20 November 2020

U.S. Government Health Care Spending v. Military Spending

On Facebook, I recently saw the claim that:
Our taxes do not go for healthcare. Our taxes go for a bloated military complex that wages war on others.
My response was as follows (edited for this post which has more formatting flexibility such as the ability to use paragraph breaks):
We spend a lot more than we should on the military, but you are incorrect. 
Medicare ($644 billion/yr) paid for with payroll taxes and general purpose federal taxes, the combined state and federal Medicaid spending ($603 billion/yr) paid for with general purpose federal, state and local taxes, VA health care benefits ($76 billion/yr) paid for with general purpose federal taxes, and Obamacare tax credits ($52 billion/yr) which reduce federal tax revenues and are financed in part with an Obamacare tax on investment income, for a combined $1,285 billion/yr of the main line items of taxpayer funded government health care spending.

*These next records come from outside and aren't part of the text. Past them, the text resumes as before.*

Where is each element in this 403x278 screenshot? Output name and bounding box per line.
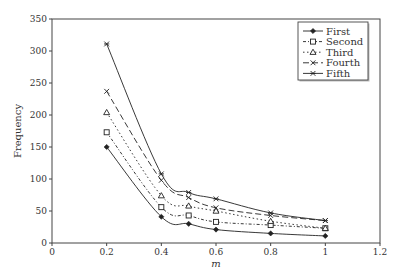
y-tick-label: 150: [30, 142, 47, 152]
y-axis: 050100150200250300350: [30, 14, 52, 248]
x-tick-label: 0.8: [264, 247, 279, 257]
y-axis-title: Frequency: [12, 104, 23, 158]
series-second: [104, 130, 328, 231]
series-first-marker: [268, 231, 273, 236]
series-fifth-marker: [186, 190, 191, 195]
series-fourth-marker: [104, 89, 109, 94]
line-chart: 050100150200250300350 00.20.40.60.811.2 …: [0, 0, 403, 278]
legend-label: Third: [326, 47, 354, 58]
series-fifth-marker: [159, 171, 164, 176]
x-axis-title: m: [211, 258, 220, 269]
series-second-marker: [104, 130, 109, 135]
x-tick-label: 1.2: [373, 247, 387, 257]
series-first-marker: [186, 221, 191, 226]
x-tick-label: 0: [49, 247, 55, 257]
series-fifth-marker: [104, 42, 109, 47]
legend-label: Fifth: [326, 68, 351, 79]
series-fourth-line: [107, 91, 326, 220]
chart: 050100150200250300350 00.20.40.60.811.2 …: [0, 0, 403, 278]
series-second-marker: [214, 219, 219, 224]
y-tick-label: 350: [30, 14, 47, 24]
series-first-marker: [323, 233, 328, 238]
legend-label: First: [326, 26, 350, 37]
x-tick-label: 1: [322, 247, 328, 257]
series-fifth-line: [107, 44, 326, 221]
legend: FirstSecondThirdFourthFifth: [298, 22, 370, 82]
y-tick-label: 300: [30, 46, 47, 56]
legend-second-marker: [311, 39, 316, 44]
y-tick-label: 250: [30, 78, 47, 88]
series-second-marker: [186, 213, 191, 218]
series-third-marker: [268, 218, 274, 223]
x-tick-label: 0.2: [100, 247, 114, 257]
series-fifth-marker: [268, 211, 273, 216]
legend-label: Second: [326, 36, 364, 47]
y-tick-label: 100: [30, 174, 47, 184]
series-first-marker: [213, 227, 218, 232]
series-third: [104, 109, 329, 230]
series-fourth-marker: [186, 195, 191, 200]
y-tick-label: 200: [30, 110, 47, 120]
x-axis: 00.20.40.60.811.2: [49, 243, 387, 257]
series-third-marker: [104, 109, 110, 114]
x-tick-label: 0.6: [209, 247, 224, 257]
legend-label: Fourth: [326, 57, 361, 68]
y-tick-label: 0: [41, 238, 47, 248]
series-fourth: [104, 89, 327, 223]
series-fifth-marker: [323, 218, 328, 223]
series-fourth-marker: [159, 178, 164, 183]
series-layer: [104, 42, 329, 239]
series-fifth: [104, 42, 328, 223]
series-second-marker: [159, 205, 164, 210]
x-tick-label: 0.4: [154, 247, 169, 257]
y-tick-label: 50: [36, 206, 48, 216]
series-fifth-marker: [213, 196, 218, 201]
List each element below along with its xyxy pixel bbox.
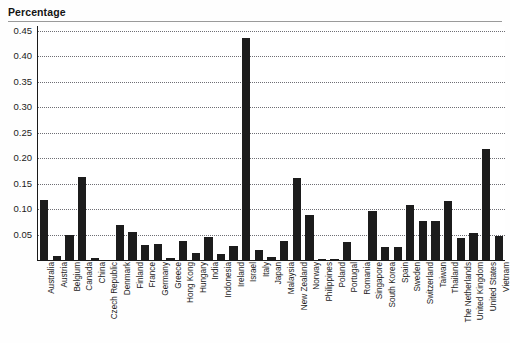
bar	[305, 215, 313, 260]
bar	[217, 254, 225, 260]
x-axis-label-slot: Austria	[51, 262, 64, 342]
y-axis-tick-label: 0.20	[14, 153, 33, 163]
x-axis-label-slot: Belgium	[63, 262, 76, 342]
bar	[406, 205, 414, 260]
x-axis-label-slot: Norway	[303, 262, 316, 342]
x-axis-label-slot: Greece	[164, 262, 177, 342]
bar	[192, 253, 200, 260]
page-title: Percentage	[8, 6, 66, 18]
bar	[318, 259, 326, 260]
x-axis-label-slot: Australia	[38, 262, 51, 342]
x-axis-label-slot: Portugal	[341, 262, 354, 342]
bar	[431, 221, 439, 260]
bar	[343, 242, 351, 260]
bar	[457, 238, 465, 260]
y-axis-tick-label: 0.15	[14, 179, 33, 189]
bar	[65, 235, 73, 260]
x-axis-label-slot: Malaysia	[278, 262, 291, 342]
x-axis-label-slot: China	[88, 262, 101, 342]
x-axis-label-slot: Poland	[328, 262, 341, 342]
x-axis-label-slot: Finland	[126, 262, 139, 342]
bar	[444, 201, 452, 260]
chart-header: Percentage	[8, 6, 502, 24]
x-axis-tick-label: Vietnam	[502, 262, 510, 292]
bar	[40, 200, 48, 260]
chart-figure: Percentage 0.050.100.150.200.250.300.350…	[0, 0, 510, 343]
bar	[53, 256, 61, 260]
bar	[229, 246, 237, 260]
bar	[128, 232, 136, 260]
x-axis-label-slot: Philippines	[316, 262, 329, 342]
x-axis-label-slot: Japan	[265, 262, 278, 342]
y-axis-tick-label: 0.45	[14, 26, 33, 36]
bar	[242, 38, 250, 260]
bar	[166, 258, 174, 260]
bar	[154, 244, 162, 260]
bar	[381, 247, 389, 260]
bar	[267, 257, 275, 260]
bar	[179, 241, 187, 260]
bar	[91, 258, 99, 260]
title-divider	[8, 21, 502, 22]
x-axis-label-slot: Taiwan	[429, 262, 442, 342]
x-axis-label-slot: Switzerland	[417, 262, 430, 342]
x-axis-label-slot: Hong Kong	[177, 262, 190, 342]
x-axis-label-slot: Italy	[253, 262, 266, 342]
x-axis-label-slot: United States	[480, 262, 493, 342]
x-axis-label-slot: Vietnam	[492, 262, 505, 342]
y-axis-tick-label: 0.35	[14, 77, 33, 87]
x-axis-label-slot: Spain	[391, 262, 404, 342]
x-axis-label-slot: Indonesia	[215, 262, 228, 342]
bar	[141, 245, 149, 260]
bar	[495, 236, 503, 260]
y-axis-tick-label: 0.30	[14, 103, 33, 113]
bar	[116, 225, 124, 260]
bar-series	[38, 26, 505, 261]
x-axis-label-slot: Canada	[76, 262, 89, 342]
x-axis-label-slot: Ireland	[227, 262, 240, 342]
x-axis-labels: AustraliaAustriaBelgiumCanadaChinaCzech …	[38, 262, 505, 343]
x-axis-label-slot: Israel	[240, 262, 253, 342]
x-axis-label-slot: South Korea	[379, 262, 392, 342]
bar	[419, 221, 427, 260]
x-axis-label-slot: Sweden	[404, 262, 417, 342]
y-axis-tick-label: 0.05	[14, 230, 33, 240]
x-axis-label-slot: New Zealand	[290, 262, 303, 342]
bar	[330, 259, 338, 260]
x-axis-label-slot: Thailand	[442, 262, 455, 342]
x-axis-label-slot: India	[202, 262, 215, 342]
x-axis-label-slot: United Kingdom	[467, 262, 480, 342]
bar	[280, 241, 288, 260]
x-axis-label-slot: Hungary	[189, 262, 202, 342]
x-axis-label-slot: Czech Republic	[101, 262, 114, 342]
bar	[293, 178, 301, 260]
x-axis-label-slot: Romania	[354, 262, 367, 342]
bar	[368, 211, 376, 260]
bar	[255, 250, 263, 260]
bar	[482, 149, 490, 260]
x-axis-label-slot: The Netherlands	[455, 262, 468, 342]
x-axis-label-slot: France	[139, 262, 152, 342]
plot-area: 0.050.100.150.200.250.300.350.400.45	[37, 26, 505, 261]
y-axis-tick-label: 0.40	[14, 52, 33, 62]
x-axis-label-slot: Singapore	[366, 262, 379, 342]
x-axis-label-slot: Germany	[152, 262, 165, 342]
bar	[204, 237, 212, 260]
bar	[469, 233, 477, 260]
y-axis-tick-label: 0.10	[14, 204, 33, 214]
bar	[394, 247, 402, 260]
y-axis-tick-label: 0.25	[14, 128, 33, 138]
bar	[78, 177, 86, 260]
x-axis-label-slot: Denmark	[114, 262, 127, 342]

There are also other amounts. There are a few smaller state and local government health care programs and about $188+ billion of other health care related tax breaks. And, there is considerable spending on health care for current local, state and federal government employees (about one in seven U.S. employees in all). 

All of these figures exclude expenditures and tax breaks for medical research and charitable deductions for health care related non-profits.

Total taxpayer funded spending on health care exceeds the combined U.S. military and intelligence agency budgets and non-health care VA budget of about $740 billion/year, and is almost twice as large. 

Advocates often misleadingly look only at federal discretionary spending on health care (excluding Medicare, many VA benefits, tax expenditures, government employee benefits, and state Medicaid spending) to make the amount of tax dollars spend on health care look smaller than the defense budget (almost all of which is discretionary federal spending). But mandatory and discretionary spending at both the federal level and the state and local level is paid for with tax dollars.